First of all, I’d like to thank everyone who helped us decide on a name for the Little Boy. Along with breast feeding and circumcision, choosing a name for a child is probably the most important decision a new parent has to make. We received countless blog comments (I know because I counted), thousands of Facebook Wall posts, and 60 people voted on the naming poll here on this blog (I didn’t think I even knew 60 people!). Even if we didn’t go with your vote, having everyone’s feedback very much helped us make this agonizingly difficult decision. So thank you.
I was clueless. I couldn’t think of a single name that I liked. Convinced that nice names only existed for girls, I tasked Jan with starting the ball rolling by making a “short” list of names that she liked. She armed herself with a name dictionary and took her time. I then narrowed her list down to 8, added Finn and Kurt, and that was where we got the 10 options for the poll. At this point, we thought we still had two weeks left to choose a nice name. Little Boy had different plans.
If he hadn’t arrived 11 days early, all this deliberation could have been avoided. I highly recommend any prospective parents out there to chose a name before your child is born. We were forced to enlist the “Let’s look at him when he’s born and choose the name that best fits his face and personality” technique. This doesn’t work. For one thing, there is no perfect name that fits their face. Any one of many different names may work perfectly well and you can drive yourself bat-shit crazy trying to find the one “right” name. Secondly, babies are ugly when they’re born. Yes, I said it. Nobody thinks their baby is ugly, but they are. We thought Emily was the cutest thing in the world. A year later we looked at photos of her from the beginning and thought, “Ouch, I didn’t realize she looked like that!“. Newborns are purple gremlin-mole creatures and the only names that do their slimy faces justice are things like Periwinkle, Formaldehyde, or Chupacabra. Lastly, babies don’t have personalities when they are born. Newborns sleep 23 hours a day and spend the rest of their time eating and shitting. Good luck finding a name that goes along with that kind of “personality”. But I digress…
The poll results started racking up and, in a completely separate procedure, we started the arduous process of elimination. Some names wouldn’t go over well in Spain. Some names didn’t fit his face. Some names didn’t fit our family. It was fascinating to see the results of the poll and analyze which countries voted for which names. I was going to create a series of pie charts to display the results… and then I realized that I have two kids now. Our hearts eventually whittled the field down to four choices: Jacob, Rafa, Sebastian, and Zachary. And we loved them all. Rafa was the only Spanish name left on our list and it was short, fun, and worked well with Zamrycki. But the only reference anyone seems to have for this name is Rafa Nadal. Gone. Zachary had the advantage of starting with a Z (those would be some kick-ass initials) and shortened to the frisky yet amiable Zack. But saying “Zachary Zamrycki” 20 times made the whole thing seem rather forced. Gone.
For the past 24 hours, we have been bouncing back and forth between Jacob and Sebastian. Jacob flows nicely into Zamrycki, is as Hebrew as it gets, and shortens to the rough-and-ready Jake. Sebastian is sensitive, exists in both English and Spanish with similar pronunciations, and can shorten to the quirky yet awesome Seb (or Bastian or Sebas). I took the opportunity to ask the opinion of everyone I met: Emily’s teacher, our friends, the pediatrician, the grocer, our doorman. I even made typeface charts for both names:
Alternately yet definitively deciding on one and then the other all day long, Jan pronounced there was nothing left to do but toss a coin. I was very much against this! I wanted to think it out until we came to a satisfactory conclusion, but Jan’s reasoning was that, if the coin chose a name that we weren’t 100% happy with after sleeping on it, we would know that the other name was the right one. Heads: Sebastian. Tales: Jacob. The rest is history.
Sebastian Zamrycki. Jan thinks this is a name that could win a Nobel Prize.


— Task to complete —
Take the line that holds "Task: Click on the p: Trade" and every line after it to the end of the entries, and repeat them exactly without the pictures.

Supplied material Block Start

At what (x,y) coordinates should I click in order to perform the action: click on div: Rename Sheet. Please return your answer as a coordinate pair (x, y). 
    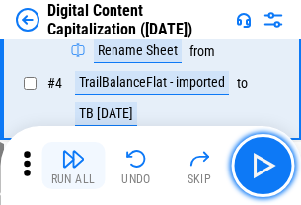
    Looking at the image, I should click on (137, 51).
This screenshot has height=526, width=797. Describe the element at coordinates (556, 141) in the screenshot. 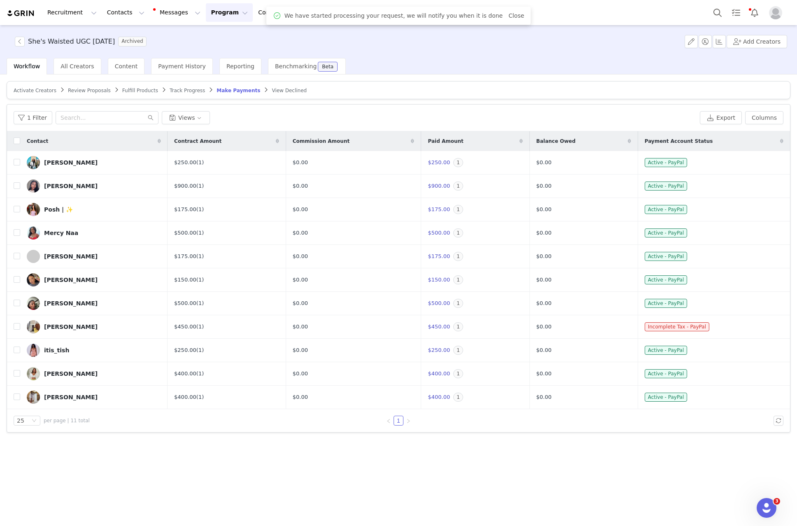

I see `span: Balance Owed` at that location.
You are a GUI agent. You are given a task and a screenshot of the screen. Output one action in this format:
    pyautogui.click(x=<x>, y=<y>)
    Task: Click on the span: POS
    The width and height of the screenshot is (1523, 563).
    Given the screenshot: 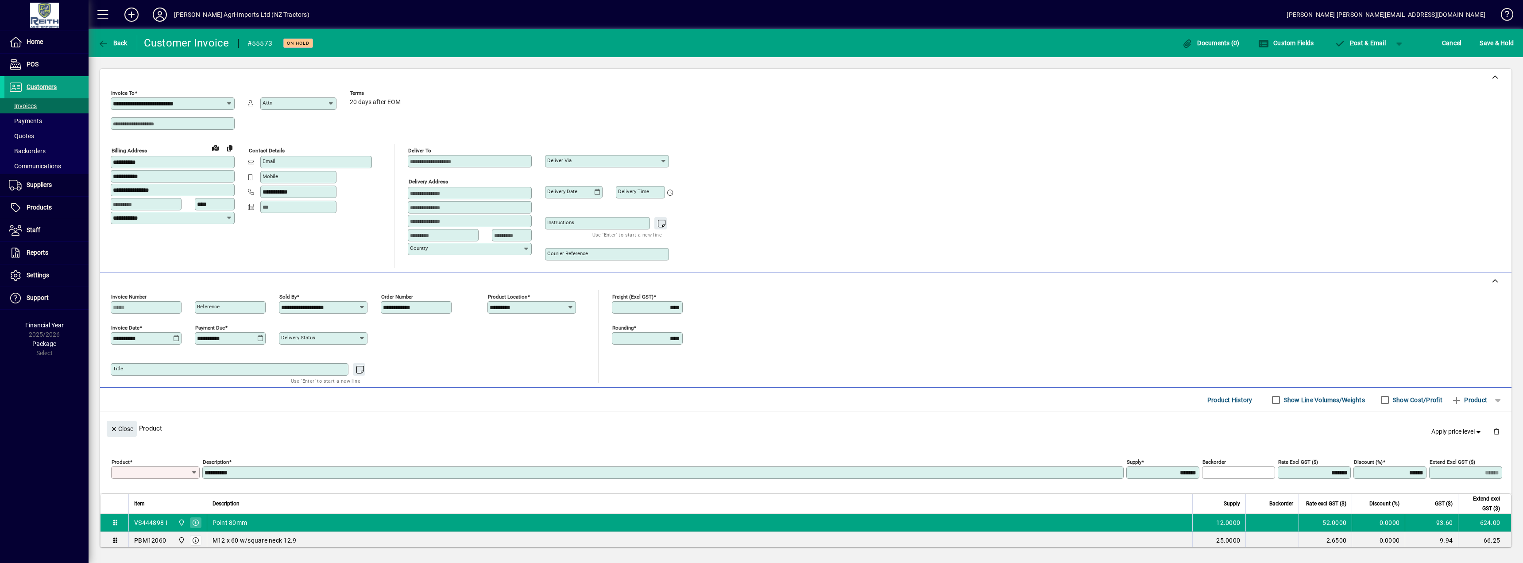 What is the action you would take?
    pyautogui.click(x=32, y=64)
    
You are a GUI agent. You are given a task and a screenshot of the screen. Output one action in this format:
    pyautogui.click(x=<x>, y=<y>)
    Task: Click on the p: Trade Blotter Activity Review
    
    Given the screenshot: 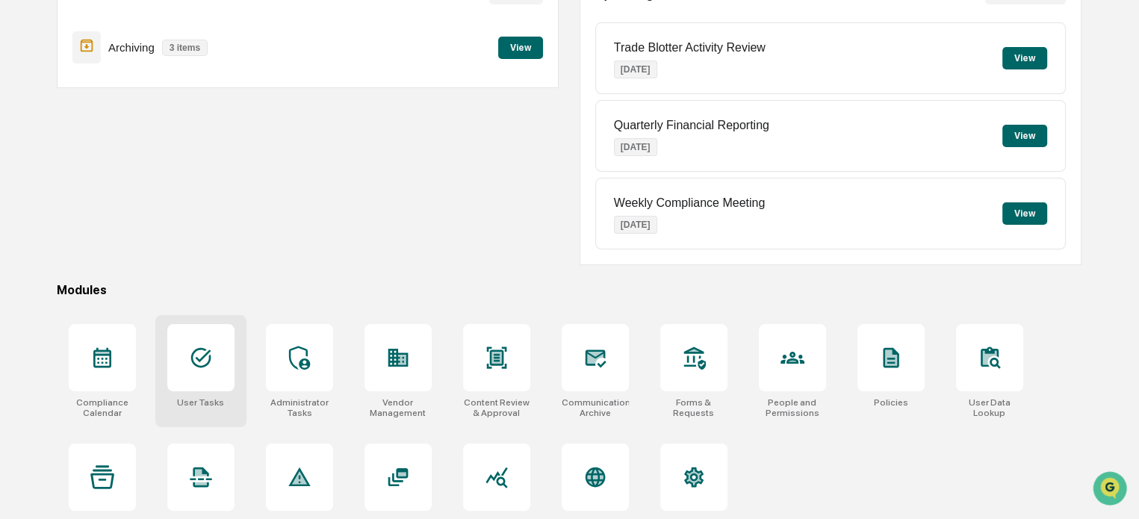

Supplied material Block End

— Result —
    Task: Click on the p: Trade Blotter Activity Review
    
    Given the screenshot: 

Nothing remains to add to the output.